A tiger and a bear prayed to Hwanung that they might become human.
Upon hearing their prayers, Hwanung gave them 20 cloves of garlic and a
bundle of mugwort, ordering them to eat only this sacred food and
remain out of the sunlight for 100 days…
7th Kup/Gup Green Stripe
In 1932 Ahn, Chang-Ho was arrested by the Japanese following a bombing carried out by Yun, Pong-Gil in Shanghai.
Yun had thrown a bomb at a ceremony in Hingkew Park killing and injuring several Japanese officials including the top Japanese military officer in China, General Shirakawa, who also died a few days later from his injuries.
Yun was arrested at the scene of the bombing and taken to Japan to be executed by firing squad on December 19, 1932.
Although Ahn himself was not involved in the bombing he was placed in prison in Taejon.
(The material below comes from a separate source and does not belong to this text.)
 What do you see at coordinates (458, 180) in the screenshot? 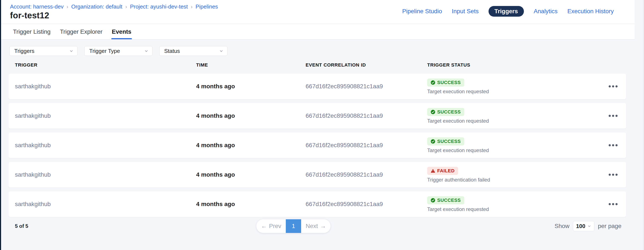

After briefly being released he was arrested again by the Japanese police and stayed in prison until 1938 when, in poor health, he was allowed to leave the prison on bail. He died in a hospital in Seoul on 10 March 1938.
6th Kup/Gup Green Belt
The name given to him at birth was Sol Sedang. He took the pen name Won-Hyo (meaning “dawn”) from his nickname, “Sedak” (also meaning “dawn”).
Won-Hyo grew up surrounded by civil war. The Koguryo, Silla and Baekje kingdoms were at war and it was not until 677 that the Silla dynasty unified Korea.
Legends suggest that Won-Hyo took part in these bloody civil wars and saw many of his friends killed. It was this that drove him to turn his back on violence and become a monk. Most sources agree that he became a monk at the age of 20.
It is said that “One evening as Won-Hyo was crossing the desert, he
stopped at a small patch of green where there were a few t rees and some
water. He went to sleep. Toward midnight he awoke, very thirsty. It was
pitch-dark. He groped along on all fours, searching for water. At last his
hand touched a cup on the ground. He picked it up and drank. Then he
bowed deeply, in grat itude to Buddha for the gift of water.
The next morning Won-Hyo woke up and saw beside him what he had
taken for a cup. It was a shattered skull, blood-caked and with shreds of
flesh still stuck to the cheek-bones. Strange insects crawled or floated on
the surface of the filthy rainwater inside it.